Review
Dharmakaya, Paula Meehan, Carcanet £6.95
Paula Meehan says that most of the poems she writes are “a way of going back into the past/ I cannot live with and by transforming that past/change the future of it”. And it’s true that so many of the poems in her book do draw on childhood memories of people and places, and highlight that the memories are not always good ones:
mother you terrorist
muck mother mud mother
you chewed me up
you spat me out
To be fair, this particular poem does end:
mother I stand
over your grave
and your granite headstone
and I weep
And this perhaps indicates a kind of coming to terms with what happened, with the reader getting an indication of that from other poems, such as ‘The View from Under the Table’, and its reference to “her belt and her beatings”. It was the grandmother, not the mother, who provided the comfort needed:
My grandmother’s hands come back to soothe
me.
They smell of rain. They smell of the city.
They untangle my hair and smooth
my brow. There’s more truth
to those hands than to all the poems
in the holy books. Her gesture is home.
It could be that what I’ve used so far gives the impression of Meehan being solely concerned with her own past and its impact on the present, but she can deal with other subjects. Kids collecting material for bonfires, a young man waiting for his girlfriend, the city streets and the coast and the country. Sometimes a little statement is made in a few short lines:
Self-seeding, stubborn, cute,
given half the chance they root
in a hair’s breadth gap in a brick,
or chimneypot. Or fallen into a crack
and left for a year they’re a shrub
tough and tenacious as your indigenous Dub.
When they break into blossom - so free, so
beautiful.
I name them now as flags of the people.
I can’t pretend to have liked everything in this book. A few of the poems were too personal to work well, but on the whole I found that the quiet voice - and it is quiet, even when one senses rage below the surface - established itself in my mind and convinced me that something worthwhile was being said.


» Your task:
Skip every picture, and copy exactly the lines from the one containing "Surround 'human face' with a bounding box." to the end of the data.

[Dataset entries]

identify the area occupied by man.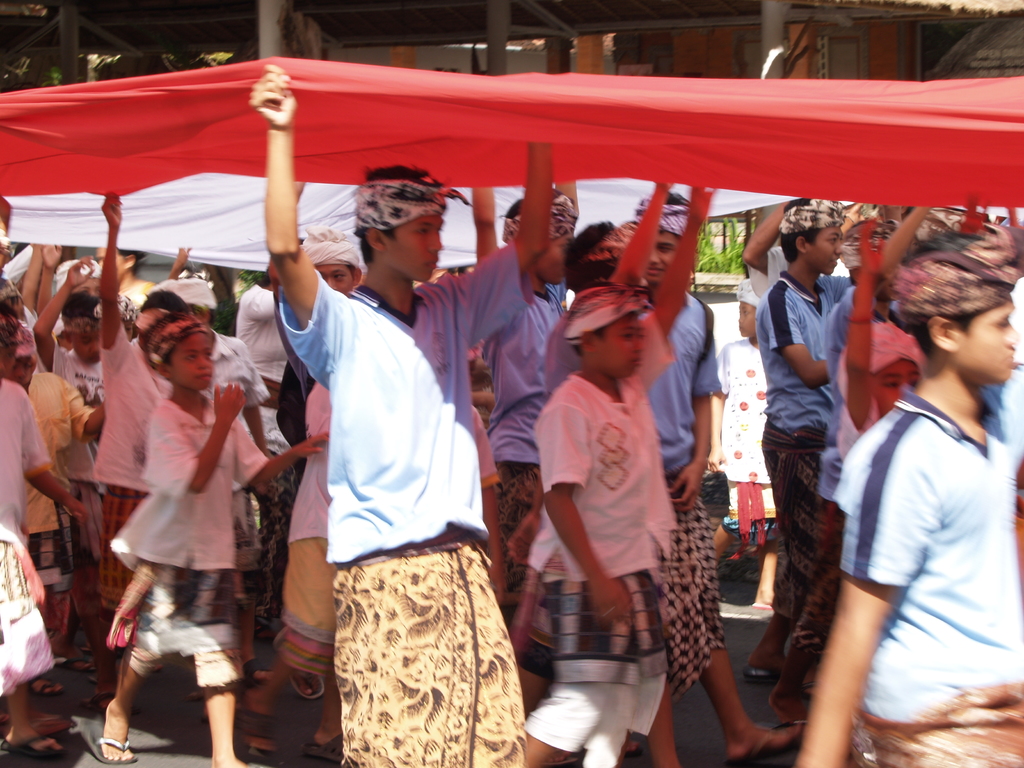
Area: <region>559, 189, 810, 762</region>.
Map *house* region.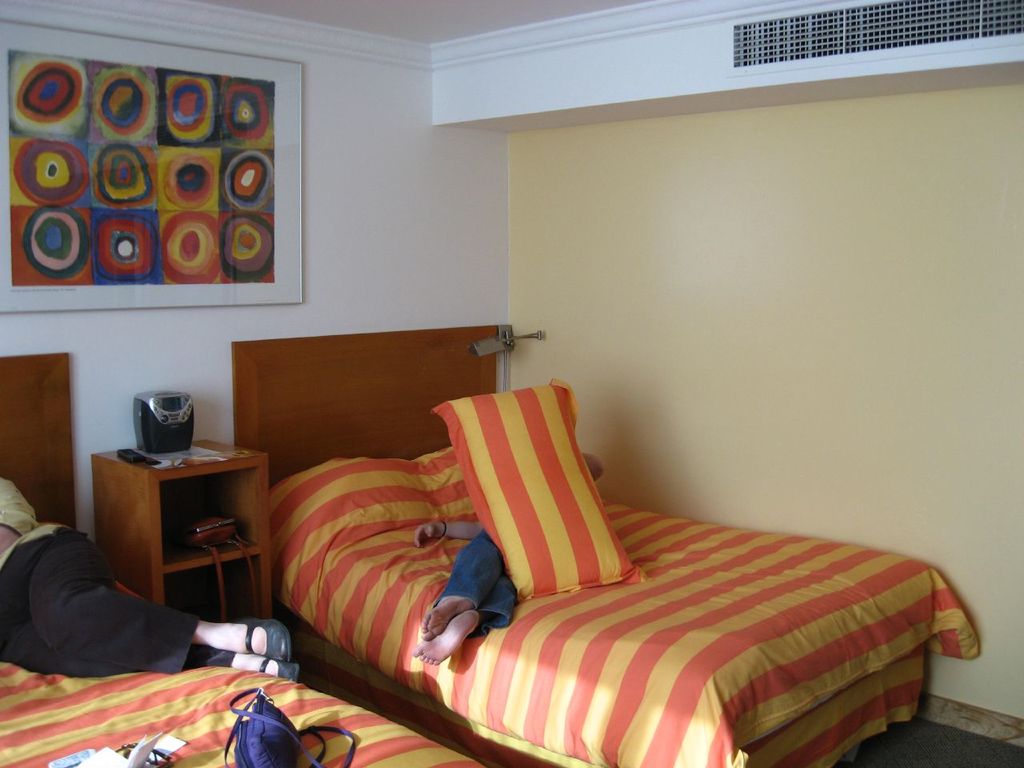
Mapped to Rect(4, 46, 1023, 722).
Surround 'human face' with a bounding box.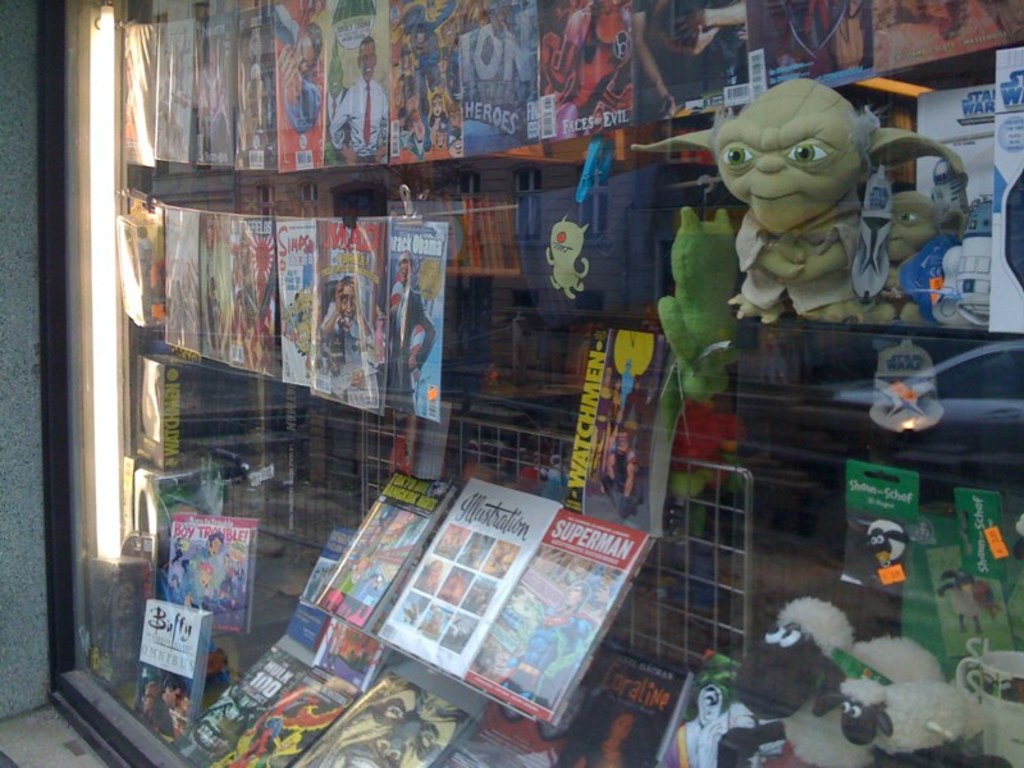
319, 692, 458, 767.
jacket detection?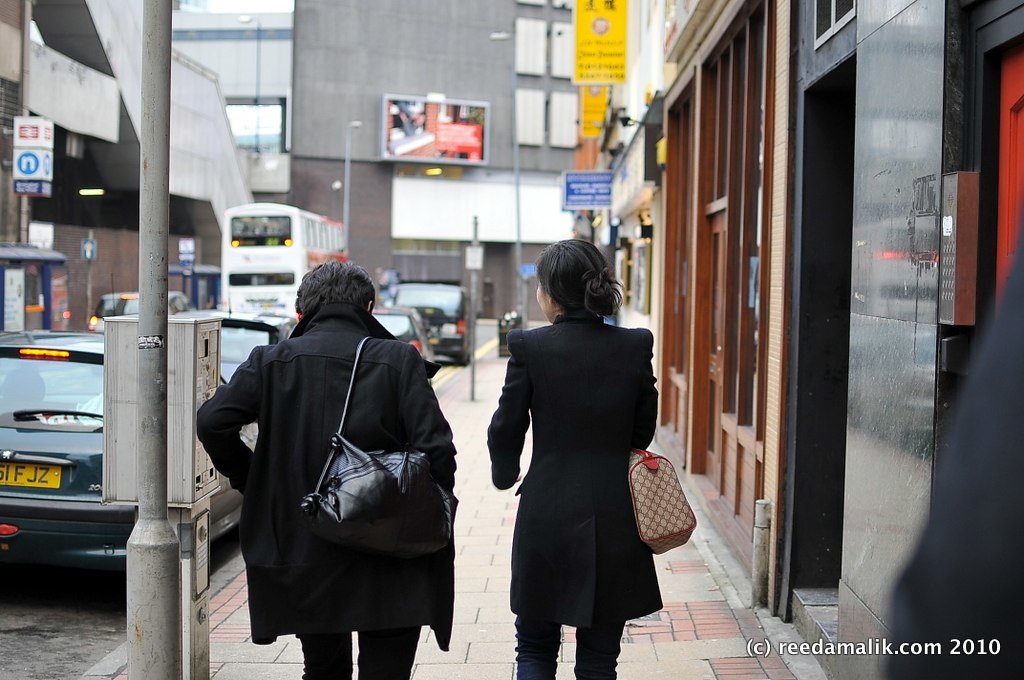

» Result of this exercise:
Surround 'human face' with a bounding box.
319, 692, 458, 767.
jacket detection?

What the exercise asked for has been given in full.